Judy,
How do I make the "plating-out" toner that you used to achieve the silvered
effect? Can it be used on any of the Iron processes? Or only to silver? I
have another project which the silvered look would be desirable.
http://www.mondotrasho.ca/pages/alt-photo/cards/pidgeon1.jpg
http://www.mondotrasho.ca/pages/alt-photo/cards/pidgeon2.jpg
http://www.mondotrasho.ca/pages/alt-photo/cards/pidgeon3.jpg
WWI instructional postcards showing how to send messages by pidgeon. They
are from a museum collection which the curators kindly photographed on a
copy table for a friend of mine who was researching the topic for a book. I
was going to reprint them with a couple of processes to give them a
distressed look. My original post may have sounded like I thought it was a
problem, but I was just trying to identify how the look comes into being.
The software salesman term: "it's not bug! it's a feature!" could certainly
hold true.
~m
-----Original Message-----
From: Judy Seigel [mailto:jseigel@panix.com]
Sent: Friday, January 06, 2006 11:09 PM
To: alt-photo-process-l@sask.usask.ca
Subject: Re: Old Postcard Silver Patina
For several years I toned most of my prints with a chemical toner that
"plated out" silver gelatin emulsion to that silvery look, which I was
very very fond of. So naturally when I found (what I called) "plating
out" on old photos at flea markets & photo fairs I snapped them up --
usually bargains because they were considered "damaged."
These were not just, or even primarily, photo post cards, tho some of them
too, but all sorts of prints, from a souvenir photo of the Lincoln
Memorial mounted on cardboard to A.T. Bartels "Manufacturing Furrier, Fur
Garments of All Kinds Made To Order", shown with the staff ranked at the
door, undated but with the notation "Mrs. Dan Wolfe, Earlville, Ill."
In some, the "white" background has darkened to almost ochre and the
silvery part gotten a distinctly blue sheen, for an especially fine
effect. To me, removing that patina would be error close to vandalism,
though obviously (to quote Johnny Lock) "All men are liable to error; and
most men are, in many points, by passion or interest, under temptation to
it." (Needless to say, if Locke had been writing in 2004 instead of 1690
that would have been "all persons.")
In my observation, the patina hasn't changed a lot in maybe 20 years, even
a few just propped up on the counter, exposed 24/7 to NYC air -- I suspect
the coating isn't all that reactive. I've also seen edges of prints
covered by overmats which hadn't patina-ed, & therefore surmise that it
didn't happen, or not as readily, in the dark. (The print was under glass,
so I figure it wasn't primarily the air.)
On the other hand, the "Bartels" print, dark when I got it, has darkened
more, losing some of the shine. Tho that could be because it's glued hard
& fast onto black card with who knows what for paste.
Prints in those boxes of loose prints from the 1930s & later sometimes
show the effect, too -- but I find the effect less compelling.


→ **Exercise description**: What is needed is an exact transcription of every record, minus the pictures.

### Provided entries

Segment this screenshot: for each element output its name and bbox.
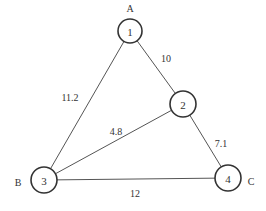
node-4: 4C — [215, 165, 255, 191]
node-number-label: 3 — [41, 175, 47, 187]
node-2: 2 — [170, 91, 196, 117]
edge-weight-label: 11.2 — [61, 92, 78, 103]
edge-weight-label: 4.8 — [110, 126, 123, 137]
node-number-label: 1 — [127, 26, 133, 38]
edge-1-3 — [44, 31, 130, 180]
node-1: 1A — [118, 3, 142, 44]
node-letter-label: A — [126, 3, 134, 14]
node-number-label: 4 — [225, 173, 231, 185]
graph-diagram: 1A23B4C 1011.24.87.112 — [0, 0, 266, 211]
edge-weight-label: 7.1 — [215, 138, 228, 149]
edges-layer — [44, 31, 228, 180]
node-letter-label: B — [15, 177, 22, 188]
nodes-layer: 1A23B4C — [15, 3, 255, 194]
node-number-label: 2 — [180, 99, 186, 111]
node-letter-label: C — [248, 176, 255, 187]
node-3: 3B — [15, 167, 57, 193]
edge-3-4 — [44, 178, 228, 180]
edge-weight-label: 12 — [130, 188, 140, 199]
edge-2-3 — [44, 104, 183, 180]
edge-weight-label: 10 — [161, 53, 171, 64]
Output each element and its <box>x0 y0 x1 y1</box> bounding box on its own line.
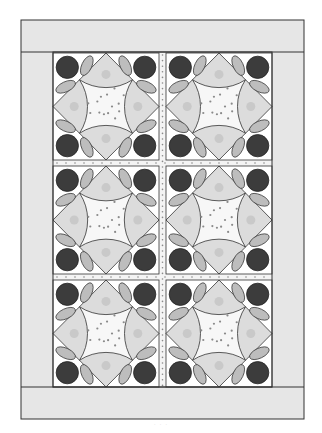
sashing-dot <box>146 276 148 278</box>
center-print-dot <box>118 110 120 112</box>
sashing-dot <box>155 162 157 164</box>
sashing-dot <box>191 276 193 278</box>
sashing-dot <box>74 276 76 278</box>
sashing-dot <box>162 245 164 247</box>
sashing-dot <box>162 177 164 179</box>
sashing-dot <box>162 110 164 112</box>
center-print-dot <box>211 338 213 340</box>
sashing-dot <box>162 228 164 230</box>
center-print-dot <box>211 225 213 227</box>
corner-circle <box>169 249 191 271</box>
center-print-dot <box>123 94 125 96</box>
sashing-dot <box>254 276 256 278</box>
sashing-dot <box>162 351 164 353</box>
center-print-dot <box>100 323 102 325</box>
melon-print <box>215 297 224 306</box>
melon-print <box>133 329 142 338</box>
sashing-dot <box>162 250 164 252</box>
sashing-dot <box>200 162 202 164</box>
sashing-dot <box>162 368 164 370</box>
quilt-block <box>166 280 272 387</box>
center-print-dot <box>213 96 215 98</box>
center-print-dot <box>231 110 233 112</box>
center-print-dot <box>96 327 98 329</box>
sashing-dot <box>162 161 164 163</box>
melon-print <box>215 70 224 79</box>
center-print-dot <box>118 224 120 226</box>
center-print-dot <box>87 216 89 218</box>
sashing-dot <box>110 276 112 278</box>
block-center <box>193 80 246 134</box>
sashing-dot <box>162 301 164 303</box>
sashing-dot <box>162 99 164 101</box>
sashing-dot <box>162 379 164 381</box>
sashing-dot <box>162 183 164 185</box>
sashing-dot <box>162 267 164 269</box>
sashing-dot <box>83 276 85 278</box>
sashing-dot <box>162 211 164 213</box>
sashing-dot <box>162 357 164 359</box>
center-print-dot <box>107 226 109 228</box>
center-print-dot <box>98 338 100 340</box>
melon-print <box>246 329 255 338</box>
center-print-dot <box>107 339 109 341</box>
center-print-dot <box>106 320 108 322</box>
corner-circle <box>247 56 269 78</box>
center-print-dot <box>96 100 98 102</box>
center-print-dot <box>87 329 89 331</box>
center-print-dot <box>224 332 226 334</box>
melon-print <box>183 329 192 338</box>
sashing-dot <box>162 312 164 314</box>
sashing-dot <box>162 222 164 224</box>
center-print-dot <box>213 323 215 325</box>
corner-circle <box>56 135 78 157</box>
sashing-dot <box>162 239 164 241</box>
sashing-dot <box>162 289 164 291</box>
sashing-dot <box>218 276 220 278</box>
corner-circle <box>134 362 156 384</box>
melon-print <box>246 216 255 225</box>
center-print-dot <box>236 208 238 210</box>
center-print-dot <box>118 330 120 332</box>
sashing-dot <box>162 93 164 95</box>
sashing-dot <box>245 276 247 278</box>
center-print-dot <box>231 224 233 226</box>
sashing-dot <box>83 162 85 164</box>
sashing-dot <box>162 127 164 129</box>
block-center <box>193 193 246 247</box>
sashing-dot <box>92 162 94 164</box>
corner-circle <box>247 283 269 305</box>
corner-circle <box>247 249 269 271</box>
center-print-dot <box>236 321 238 323</box>
center-print-dot <box>106 93 108 95</box>
center-print-dot <box>103 340 105 342</box>
corner-circle <box>134 283 156 305</box>
sashing-dot <box>164 162 166 164</box>
sashing-dot <box>119 276 121 278</box>
corner-circle <box>169 169 191 191</box>
melon-print <box>133 216 142 225</box>
center-print-dot <box>111 332 113 334</box>
center-print-dot <box>114 344 116 346</box>
corner-circle <box>169 135 191 157</box>
corner-circle <box>247 169 269 191</box>
center-print-dot <box>209 327 211 329</box>
center-print-dot <box>111 105 113 107</box>
sashing-dot <box>236 276 238 278</box>
sashing-dot <box>236 162 238 164</box>
melon-print <box>70 216 79 225</box>
center-print-dot <box>200 216 202 218</box>
quilt-diagram <box>0 0 322 433</box>
sashing-dot <box>162 256 164 258</box>
corner-circle <box>56 249 78 271</box>
center-print-dot <box>227 231 229 233</box>
center-print-dot <box>216 227 218 229</box>
sashing-dot <box>101 162 103 164</box>
sashing-dot <box>162 60 164 62</box>
center-print-dot <box>98 225 100 227</box>
sashing-dot <box>162 340 164 342</box>
melon-print <box>133 102 142 111</box>
center-print-dot <box>100 96 102 98</box>
melon-print <box>102 361 111 370</box>
center-print-dot <box>111 219 113 221</box>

######

→ **Written answer**:
Segment this screenshot: for each element output its name and bbox.
node-4: 4C — [215, 165, 255, 191]
node-number-label: 3 — [41, 175, 47, 187]
node-2: 2 — [170, 91, 196, 117]
edge-weight-label: 11.2 — [61, 92, 78, 103]
edge-weight-label: 4.8 — [110, 126, 123, 137]
node-number-label: 1 — [127, 26, 133, 38]
edge-1-3 — [44, 31, 130, 180]
node-1: 1A — [118, 3, 142, 44]
node-letter-label: A — [126, 3, 134, 14]
node-number-label: 4 — [225, 173, 231, 185]
graph-diagram: 1A23B4C 1011.24.87.112 — [0, 0, 266, 211]
edge-weight-label: 7.1 — [215, 138, 228, 149]
edges-layer — [44, 31, 228, 180]
node-letter-label: B — [15, 177, 22, 188]
nodes-layer: 1A23B4C — [15, 3, 255, 194]
node-number-label: 2 — [180, 99, 186, 111]
node-letter-label: C — [248, 176, 255, 187]
node-3: 3B — [15, 167, 57, 193]
edge-3-4 — [44, 178, 228, 180]
edge-weight-label: 12 — [130, 188, 140, 199]
edge-2-3 — [44, 104, 183, 180]
edge-weight-label: 10 — [161, 53, 171, 64]
Output each element and its <box>x0 y0 x1 y1</box> bounding box on its own line.
sashing-dot <box>146 276 148 278</box>
center-print-dot <box>118 110 120 112</box>
sashing-dot <box>155 162 157 164</box>
sashing-dot <box>191 276 193 278</box>
sashing-dot <box>74 276 76 278</box>
sashing-dot <box>162 245 164 247</box>
sashing-dot <box>162 177 164 179</box>
sashing-dot <box>162 110 164 112</box>
center-print-dot <box>211 338 213 340</box>
sashing-dot <box>162 228 164 230</box>
center-print-dot <box>211 225 213 227</box>
corner-circle <box>169 249 191 271</box>
center-print-dot <box>123 94 125 96</box>
sashing-dot <box>254 276 256 278</box>
sashing-dot <box>162 351 164 353</box>
center-print-dot <box>100 323 102 325</box>
melon-print <box>215 297 224 306</box>
melon-print <box>133 329 142 338</box>
sashing-dot <box>162 250 164 252</box>
sashing-dot <box>200 162 202 164</box>
sashing-dot <box>162 368 164 370</box>
quilt-block <box>166 280 272 387</box>
center-print-dot <box>213 96 215 98</box>
center-print-dot <box>231 110 233 112</box>
center-print-dot <box>96 327 98 329</box>
sashing-dot <box>162 161 164 163</box>
melon-print <box>215 70 224 79</box>
center-print-dot <box>118 224 120 226</box>
center-print-dot <box>87 216 89 218</box>
sashing-dot <box>110 276 112 278</box>
block-center <box>193 80 246 134</box>
sashing-dot <box>162 301 164 303</box>
sashing-dot <box>162 99 164 101</box>
sashing-dot <box>162 379 164 381</box>
sashing-dot <box>162 183 164 185</box>
sashing-dot <box>162 267 164 269</box>
sashing-dot <box>83 276 85 278</box>
sashing-dot <box>162 211 164 213</box>
sashing-dot <box>162 357 164 359</box>
center-print-dot <box>107 226 109 228</box>
center-print-dot <box>98 338 100 340</box>
melon-print <box>246 329 255 338</box>
center-print-dot <box>107 339 109 341</box>
center-print-dot <box>106 320 108 322</box>
corner-circle <box>247 56 269 78</box>
center-print-dot <box>96 100 98 102</box>
center-print-dot <box>87 329 89 331</box>
center-print-dot <box>224 332 226 334</box>
melon-print <box>183 329 192 338</box>
sashing-dot <box>162 312 164 314</box>
sashing-dot <box>162 222 164 224</box>
center-print-dot <box>213 323 215 325</box>
corner-circle <box>56 135 78 157</box>
sashing-dot <box>162 239 164 241</box>
sashing-dot <box>162 289 164 291</box>
sashing-dot <box>218 276 220 278</box>
corner-circle <box>134 362 156 384</box>
melon-print <box>246 216 255 225</box>
center-print-dot <box>236 208 238 210</box>
center-print-dot <box>118 330 120 332</box>
sashing-dot <box>162 93 164 95</box>
sashing-dot <box>245 276 247 278</box>
center-print-dot <box>231 224 233 226</box>
sashing-dot <box>83 162 85 164</box>
sashing-dot <box>162 127 164 129</box>
block-center <box>193 193 246 247</box>
sashing-dot <box>92 162 94 164</box>
corner-circle <box>247 283 269 305</box>
corner-circle <box>247 249 269 271</box>
center-print-dot <box>236 321 238 323</box>
center-print-dot <box>106 93 108 95</box>
center-print-dot <box>103 340 105 342</box>
corner-circle <box>134 283 156 305</box>
sashing-dot <box>164 162 166 164</box>
sashing-dot <box>119 276 121 278</box>
corner-circle <box>169 169 191 191</box>
melon-print <box>133 216 142 225</box>
center-print-dot <box>111 332 113 334</box>
center-print-dot <box>114 344 116 346</box>
corner-circle <box>169 135 191 157</box>
corner-circle <box>247 169 269 191</box>
center-print-dot <box>209 327 211 329</box>
center-print-dot <box>111 105 113 107</box>
sashing-dot <box>236 276 238 278</box>
sashing-dot <box>236 162 238 164</box>
melon-print <box>70 216 79 225</box>
center-print-dot <box>200 216 202 218</box>
quilt-diagram <box>0 0 322 433</box>
sashing-dot <box>162 256 164 258</box>
corner-circle <box>56 249 78 271</box>
center-print-dot <box>227 231 229 233</box>
center-print-dot <box>216 227 218 229</box>
sashing-dot <box>101 162 103 164</box>
sashing-dot <box>162 60 164 62</box>
center-print-dot <box>98 225 100 227</box>
sashing-dot <box>162 340 164 342</box>
melon-print <box>133 102 142 111</box>
center-print-dot <box>100 96 102 98</box>
melon-print <box>102 361 111 370</box>
center-print-dot <box>111 219 113 221</box>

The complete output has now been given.